Scientists used the chemistry of stone artifacts to trace human migration in the Pacific, revealing evidence of long voyages and cultural exchange.
geochemistry
Fingerprinting Wood to Curb Illegal Deforestation
Researchers developed a new forensic tool for tracing the origins of timber that could enable enforcement of antideforestation legislation in the European Union.
Machine Learning Helps Constrain the Thickness of Ancient Crust
A machine learning model trained using data on the chemical composition of magmatic rocks yields comparable, if not better, results to previously developed geochemical proxies.
A New Origin Story for Mars’s Burns Formation
The Red Planet’s Grasberg and Burns formations have different compositions today, but they may have started out the same way.
Wildfire Smoke Destroys Ozone
Smoke aerosols from large wildfires are the perfect reaction surface for chlorine chemicals, speeding their transformation from ozone-friendly forms to reactive ones.
Hydrogen May Push Some Exoplanets off a Cliff
High-pressure reactions of hydrogen and iron could explain gaps in the distribution of exoplanets.
A New Approach to Spinning-Up Passive Tracers in Ocean Models
A new computational method enables finding steady-state distributions of tracers in ocean circulation models, opening opportunities for physical and biogeochemical insight.
Silicate Weathering Throttles the Global Thermostat
The natural breakdown of some rocks sucks carbon dioxide out of the atmosphere. Knowing how quickly it happens could help scientists engineer solutions to the climate crisis.
A Tiny New Device Could Help Find Extraterrestrial Life
Researchers developed a mini analyzer that could be a giant step forward in the search for life and habitable environments beyond Earth.
What Electrons Can Tell Us About the Speed of Sand
A new sediment tracer uses the interactions between radiation, charge, and the Sun to uncover the hidden transport histories of sand grains.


§ **Work order**: Filter the entries below down to the lines that hold "IRP³".

§ **The records**:

__________________________________________________

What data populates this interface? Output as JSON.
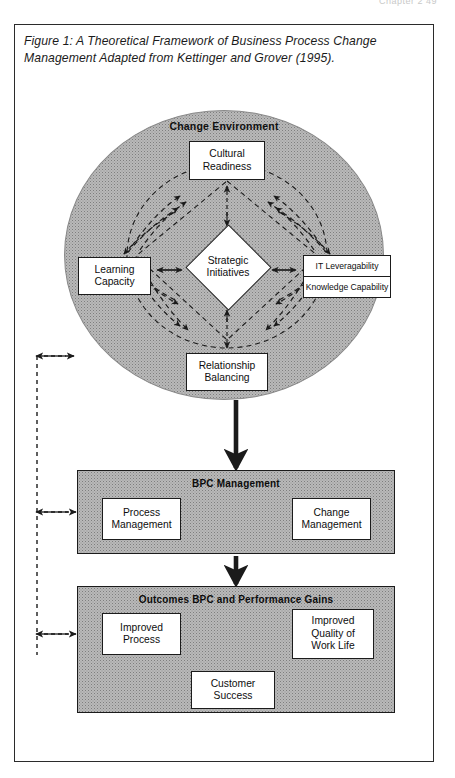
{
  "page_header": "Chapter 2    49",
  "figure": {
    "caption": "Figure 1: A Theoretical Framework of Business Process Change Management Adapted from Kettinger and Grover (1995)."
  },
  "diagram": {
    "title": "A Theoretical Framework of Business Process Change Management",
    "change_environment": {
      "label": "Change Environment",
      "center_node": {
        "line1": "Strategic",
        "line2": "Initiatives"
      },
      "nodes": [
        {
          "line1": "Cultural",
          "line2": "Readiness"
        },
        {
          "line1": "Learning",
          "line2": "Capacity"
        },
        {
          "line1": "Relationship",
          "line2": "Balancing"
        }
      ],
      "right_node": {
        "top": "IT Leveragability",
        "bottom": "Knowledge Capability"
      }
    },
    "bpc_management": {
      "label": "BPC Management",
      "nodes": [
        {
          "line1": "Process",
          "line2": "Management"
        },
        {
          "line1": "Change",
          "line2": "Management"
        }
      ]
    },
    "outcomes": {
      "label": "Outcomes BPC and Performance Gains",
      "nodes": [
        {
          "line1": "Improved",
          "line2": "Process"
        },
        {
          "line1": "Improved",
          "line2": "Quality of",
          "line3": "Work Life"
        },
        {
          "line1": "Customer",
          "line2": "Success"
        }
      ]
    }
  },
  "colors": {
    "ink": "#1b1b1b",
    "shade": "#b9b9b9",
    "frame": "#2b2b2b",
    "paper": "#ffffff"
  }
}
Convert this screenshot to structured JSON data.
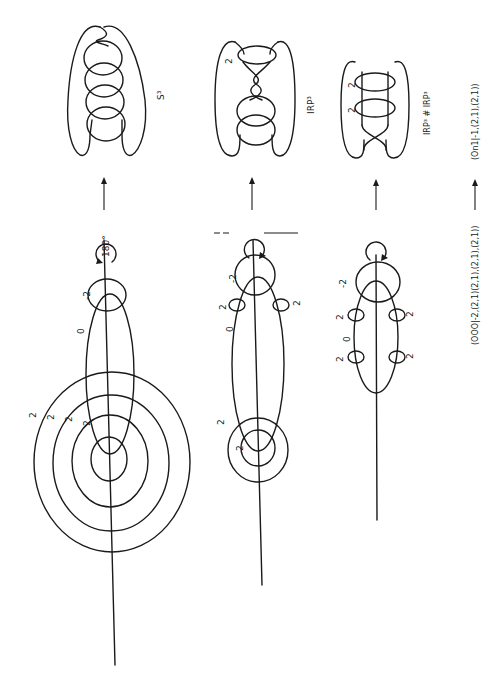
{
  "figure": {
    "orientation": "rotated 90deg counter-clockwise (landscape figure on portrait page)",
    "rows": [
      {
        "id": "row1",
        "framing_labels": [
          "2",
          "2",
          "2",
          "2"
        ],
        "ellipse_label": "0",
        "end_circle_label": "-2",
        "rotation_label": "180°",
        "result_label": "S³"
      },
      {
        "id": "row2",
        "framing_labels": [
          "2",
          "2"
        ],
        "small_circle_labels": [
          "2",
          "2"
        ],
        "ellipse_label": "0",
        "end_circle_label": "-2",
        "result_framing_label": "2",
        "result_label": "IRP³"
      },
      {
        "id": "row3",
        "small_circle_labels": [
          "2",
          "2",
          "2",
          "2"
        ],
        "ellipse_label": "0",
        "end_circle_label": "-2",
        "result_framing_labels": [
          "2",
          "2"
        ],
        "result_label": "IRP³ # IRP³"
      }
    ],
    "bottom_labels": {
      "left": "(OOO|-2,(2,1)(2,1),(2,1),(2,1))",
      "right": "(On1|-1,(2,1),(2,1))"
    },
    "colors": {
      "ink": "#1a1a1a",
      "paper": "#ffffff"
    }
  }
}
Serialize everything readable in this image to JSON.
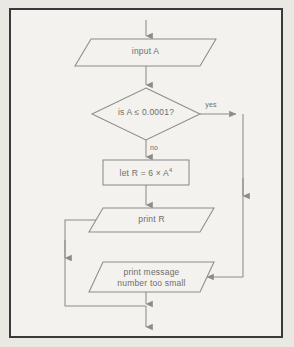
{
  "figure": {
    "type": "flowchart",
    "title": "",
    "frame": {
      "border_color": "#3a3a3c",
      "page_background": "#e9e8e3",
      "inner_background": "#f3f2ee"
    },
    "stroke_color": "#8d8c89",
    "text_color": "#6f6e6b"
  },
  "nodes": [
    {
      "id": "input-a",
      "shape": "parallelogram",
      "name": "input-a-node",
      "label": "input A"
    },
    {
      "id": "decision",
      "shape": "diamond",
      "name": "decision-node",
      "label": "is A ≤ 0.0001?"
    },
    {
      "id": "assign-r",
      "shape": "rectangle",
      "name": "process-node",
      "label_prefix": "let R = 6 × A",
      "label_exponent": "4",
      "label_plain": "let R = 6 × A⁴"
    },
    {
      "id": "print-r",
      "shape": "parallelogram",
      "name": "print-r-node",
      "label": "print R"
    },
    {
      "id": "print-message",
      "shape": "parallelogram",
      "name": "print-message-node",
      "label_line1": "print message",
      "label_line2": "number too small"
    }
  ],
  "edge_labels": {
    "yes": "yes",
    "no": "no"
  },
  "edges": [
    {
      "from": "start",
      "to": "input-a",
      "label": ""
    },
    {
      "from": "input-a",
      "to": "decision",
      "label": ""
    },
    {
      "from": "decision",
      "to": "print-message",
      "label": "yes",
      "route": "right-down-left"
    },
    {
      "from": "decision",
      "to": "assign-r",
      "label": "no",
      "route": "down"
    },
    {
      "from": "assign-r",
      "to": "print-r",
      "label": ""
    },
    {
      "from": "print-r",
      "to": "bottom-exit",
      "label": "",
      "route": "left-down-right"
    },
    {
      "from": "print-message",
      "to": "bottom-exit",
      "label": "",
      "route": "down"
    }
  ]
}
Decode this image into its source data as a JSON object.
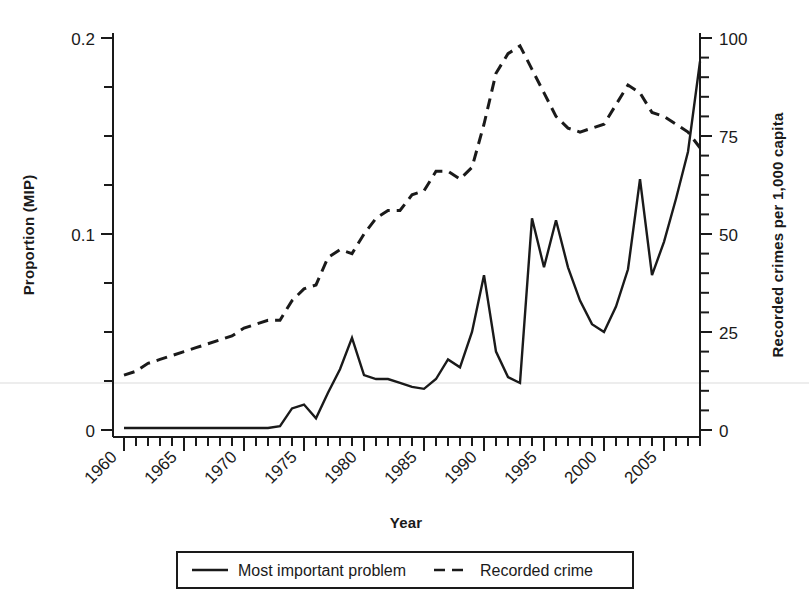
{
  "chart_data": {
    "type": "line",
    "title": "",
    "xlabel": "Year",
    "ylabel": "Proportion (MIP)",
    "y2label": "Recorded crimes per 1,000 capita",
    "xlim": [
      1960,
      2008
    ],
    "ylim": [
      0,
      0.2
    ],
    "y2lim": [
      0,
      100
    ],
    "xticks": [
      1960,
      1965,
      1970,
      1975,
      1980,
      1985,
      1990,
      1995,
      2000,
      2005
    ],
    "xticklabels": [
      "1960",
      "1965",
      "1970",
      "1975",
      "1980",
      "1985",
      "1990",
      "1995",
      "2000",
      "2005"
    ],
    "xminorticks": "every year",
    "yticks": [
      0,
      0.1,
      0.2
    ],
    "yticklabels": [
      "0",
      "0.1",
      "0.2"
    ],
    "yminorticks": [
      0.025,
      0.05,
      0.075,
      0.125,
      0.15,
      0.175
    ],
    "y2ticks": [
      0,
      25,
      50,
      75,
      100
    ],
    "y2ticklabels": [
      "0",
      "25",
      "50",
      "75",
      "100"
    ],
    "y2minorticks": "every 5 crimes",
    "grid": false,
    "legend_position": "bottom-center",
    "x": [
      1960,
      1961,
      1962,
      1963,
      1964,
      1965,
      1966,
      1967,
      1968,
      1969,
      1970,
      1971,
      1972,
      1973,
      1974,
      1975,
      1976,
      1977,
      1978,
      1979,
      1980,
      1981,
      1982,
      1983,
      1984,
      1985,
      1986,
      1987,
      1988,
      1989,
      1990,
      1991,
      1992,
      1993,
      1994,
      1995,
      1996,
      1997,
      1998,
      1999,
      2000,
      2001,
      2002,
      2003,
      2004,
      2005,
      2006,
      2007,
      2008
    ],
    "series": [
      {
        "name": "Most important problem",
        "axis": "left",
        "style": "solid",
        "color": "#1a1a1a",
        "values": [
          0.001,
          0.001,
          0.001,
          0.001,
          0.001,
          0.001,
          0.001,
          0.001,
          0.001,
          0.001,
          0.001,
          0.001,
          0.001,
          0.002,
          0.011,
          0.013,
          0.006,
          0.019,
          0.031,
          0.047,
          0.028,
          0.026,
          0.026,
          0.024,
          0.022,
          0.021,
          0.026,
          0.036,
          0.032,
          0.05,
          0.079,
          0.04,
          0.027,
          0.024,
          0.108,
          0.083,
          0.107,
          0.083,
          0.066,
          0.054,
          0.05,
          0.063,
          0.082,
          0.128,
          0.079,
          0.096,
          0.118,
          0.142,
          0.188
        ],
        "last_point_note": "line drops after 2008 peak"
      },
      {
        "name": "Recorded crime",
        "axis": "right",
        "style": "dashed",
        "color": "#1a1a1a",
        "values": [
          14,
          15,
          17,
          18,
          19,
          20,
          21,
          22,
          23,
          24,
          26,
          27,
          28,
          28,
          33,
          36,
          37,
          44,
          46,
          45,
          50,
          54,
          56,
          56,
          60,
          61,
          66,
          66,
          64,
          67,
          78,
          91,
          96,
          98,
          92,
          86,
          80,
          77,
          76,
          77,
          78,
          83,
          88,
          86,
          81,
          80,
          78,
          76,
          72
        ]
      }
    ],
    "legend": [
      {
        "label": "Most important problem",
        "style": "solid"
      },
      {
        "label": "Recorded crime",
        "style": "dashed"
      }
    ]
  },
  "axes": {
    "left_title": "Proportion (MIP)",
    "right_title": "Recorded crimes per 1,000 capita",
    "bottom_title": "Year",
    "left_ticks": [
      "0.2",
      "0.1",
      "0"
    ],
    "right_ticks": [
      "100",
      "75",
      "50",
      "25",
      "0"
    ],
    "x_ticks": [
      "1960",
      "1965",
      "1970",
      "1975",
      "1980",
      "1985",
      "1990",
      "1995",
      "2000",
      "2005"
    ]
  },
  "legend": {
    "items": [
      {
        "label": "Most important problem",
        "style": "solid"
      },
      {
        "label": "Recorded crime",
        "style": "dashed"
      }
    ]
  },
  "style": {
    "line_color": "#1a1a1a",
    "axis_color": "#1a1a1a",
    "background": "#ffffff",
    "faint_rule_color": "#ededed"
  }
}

__________________________________________________

§ **Problem solution**:
        "result_label": "IRP³"
        "result_label": "IRP³ # IRP³"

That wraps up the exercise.